Cabrera’s clutch hit snaps Tigers’ road funk

Detroit Tigers

MINNEAPOLIS — Mitch Garver’s first career grand slam seemingly had the Tigers destined for defeat four batters in. Eric Haase’s first career grand slam gave them new life. Miguel Cabrera’s 2936th career hit gave the Tigers the only lead they needed.

On a night when opposing catchers hit grand slams in the same game for the first time in Major League history, Cabrera’s latest milestone hit was a go-ahead single in the 11th, earning Detroit its first win at Target Field since last fall with a 6-5 victory over the Twins.

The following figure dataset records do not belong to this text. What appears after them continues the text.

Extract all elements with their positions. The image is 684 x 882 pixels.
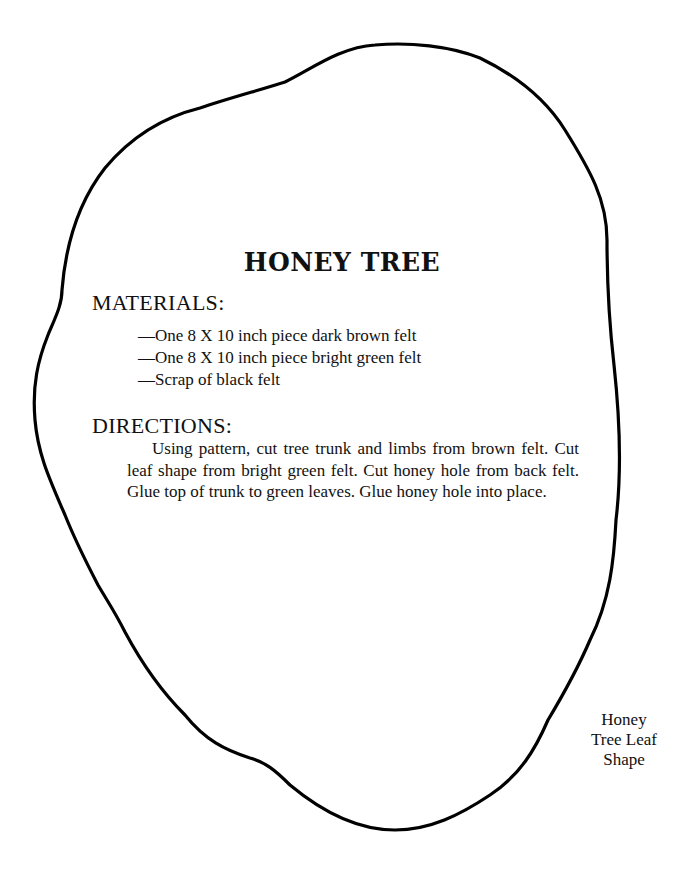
pattern-caption: Honey Tree Leaf Shape — [582, 710, 666, 770]
pattern-caption-line: Shape — [582, 750, 666, 770]
pattern-caption-line: Tree Leaf — [582, 730, 666, 750]
directions-heading: DIRECTIONS: — [92, 413, 232, 439]
materials-list: —One 8 X 10 inch piece dark brown felt —… — [138, 325, 421, 391]
page-title: HONEY TREE — [0, 247, 684, 277]
materials-heading: MATERIALS: — [92, 290, 225, 316]
pattern-caption-line: Honey — [582, 710, 666, 730]
materials-item: —One 8 X 10 inch piece dark brown felt — [138, 325, 421, 347]
materials-item: —One 8 X 10 inch piece bright green felt — [138, 347, 421, 369]
directions-text: Using pattern, cut tree trunk and limbs … — [127, 438, 579, 503]
materials-item: —Scrap of black felt — [138, 369, 421, 391]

The Tigers had lost eight consecutive games at Target Field, including five in a row this season and two in extra innings. They had also lost eight consecutive road games since their previous visit to the Twin Cities just before the All-Star break. They were seemingly set to extend those streaks Tuesday, trailing by four after Garver’s slam, before they pounced on reliever Hansel Robles in the ninth.

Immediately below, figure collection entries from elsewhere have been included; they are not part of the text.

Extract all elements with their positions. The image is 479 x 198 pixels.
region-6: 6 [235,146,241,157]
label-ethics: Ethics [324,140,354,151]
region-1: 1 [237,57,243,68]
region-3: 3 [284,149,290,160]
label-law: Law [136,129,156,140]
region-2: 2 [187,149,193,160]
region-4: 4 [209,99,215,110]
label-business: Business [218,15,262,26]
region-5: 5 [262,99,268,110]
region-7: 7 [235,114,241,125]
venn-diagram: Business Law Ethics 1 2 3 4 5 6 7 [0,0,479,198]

Robles began the inning with a 5-1 lead before loading the bases with one out on Robbie Grossman’s single, Cabrera’s 408-foot double off the wall and Jeimer Candelario’s walk.

Up came Haase, who helped spark Detroit’s rally with a solo homer Monday night and just missed another with a drive that went barely foul to left earlier in the game on Tuesday. He fouled off three fastballs in an eight-pitch battle with Robles, whose 96 mph heater caught just enough of the outside edge for Haase to connect for a line drive, just over the high wall in the right-field corner.

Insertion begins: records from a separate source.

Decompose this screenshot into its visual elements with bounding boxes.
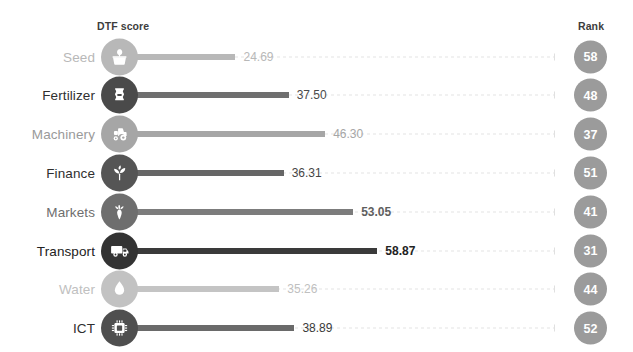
category-label: ICT <box>73 321 95 336</box>
score-bar[interactable] <box>119 325 294 331</box>
chart-row: Machinery 46.30 37 <box>0 115 633 154</box>
truck-icon <box>101 232 138 269</box>
dtf-score-column-header: DTF score <box>97 20 149 32</box>
rank-badge[interactable]: 58 <box>574 40 607 73</box>
score-track-end-tick <box>554 208 555 215</box>
score-track-end-tick <box>554 169 555 176</box>
score-track-end-tick <box>554 286 555 293</box>
score-bar[interactable] <box>119 92 289 98</box>
seed-basket-icon <box>101 38 138 75</box>
score-track-end-tick <box>554 53 555 60</box>
microchip-icon <box>101 310 138 347</box>
dtf-score-chart: DTF score Rank Seed 24.69 58 Fertilizer … <box>0 0 633 352</box>
score-track-end-tick <box>554 247 555 254</box>
category-label: Machinery <box>32 127 95 142</box>
rank-column-header: Rank <box>578 20 604 32</box>
rank-badge[interactable]: 37 <box>574 118 607 151</box>
score-value-label: 36.31 <box>292 166 322 180</box>
tractor-icon <box>101 116 138 153</box>
score-value-label: 58.87 <box>385 244 415 258</box>
score-bar[interactable] <box>119 209 353 215</box>
score-bar[interactable] <box>119 170 284 176</box>
score-value-label: 46.30 <box>333 127 363 141</box>
score-value-label: 53.05 <box>361 205 391 219</box>
score-value-label: 37.50 <box>297 88 327 102</box>
rank-badge[interactable]: 41 <box>574 195 607 228</box>
category-label: Markets <box>46 204 95 219</box>
score-value-label: 24.69 <box>243 50 273 64</box>
score-bar[interactable] <box>119 286 279 292</box>
sprout-coin-icon <box>101 154 138 191</box>
chart-row: Seed 24.69 58 <box>0 37 633 76</box>
score-bar[interactable] <box>119 248 377 254</box>
score-track-end-tick <box>554 325 555 332</box>
chart-row: Water 35.26 44 <box>0 270 633 309</box>
chart-row: Finance 36.31 51 <box>0 153 633 192</box>
chart-row: Markets 53.05 41 <box>0 192 633 231</box>
category-label: Finance <box>46 165 95 180</box>
water-drop-icon <box>101 271 138 308</box>
category-label: Water <box>59 282 95 297</box>
rank-badge[interactable]: 31 <box>574 234 607 267</box>
score-value-label: 38.89 <box>302 321 332 335</box>
rank-badge[interactable]: 48 <box>574 79 607 112</box>
chart-row: Transport 58.87 31 <box>0 231 633 270</box>
score-bar[interactable] <box>119 131 325 137</box>
category-label: Seed <box>63 49 95 64</box>
chart-row: ICT 38.89 52 <box>0 309 633 348</box>
carrot-icon <box>101 193 138 230</box>
score-track-end-tick <box>554 131 555 138</box>
chart-row: Fertilizer 37.50 48 <box>0 76 633 115</box>
rank-badge[interactable]: 44 <box>574 273 607 306</box>
category-label: Transport <box>37 243 95 258</box>
score-track-end-tick <box>554 92 555 99</box>
score-value-label: 35.26 <box>287 282 317 296</box>
rank-badge[interactable]: 52 <box>574 312 607 345</box>
fertilizer-bag-icon <box>101 77 138 114</box>
rank-badge[interactable]: 51 <box>574 156 607 189</box>
category-label: Fertilizer <box>42 88 95 103</box>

Haase’s 17th home run of his stellar rookie campaign was his third homer of the month at Target Field, and the first grand slam of his big-league career. It wiped clean all the frustrations the Tigers had over six-plus innings against Twins starter Kenta Maeda, who only allowed four hits, though that included an Akil Baddoo solo homer and double.

Much like Monday night, the Tigers had a chance to pull ahead in the 10th but couldn’t get their automatic runner home. Former Tigers farmhand Caleb Thielbar struck out Baddoo with Victor Reyes on third, then Jorge Alcala induced a first-pitch groundout from Jonathan Schoop to keep the game tied. Jose Cisnero escaped a bases-loaded jam in the bottom of the inning with back-to-back strikeouts of Max Kepler and Miguel Sanó. 

Cabrera’s ninth-inning double tied him with Barry Bonds for 37th on the all-time hits list. Two innings later, his ground ball through the middle passed Bonds and scored Jonathan Schoop for Detroit’s first lead of the night. Daniel Norris pitched a scoreless 11th for the save.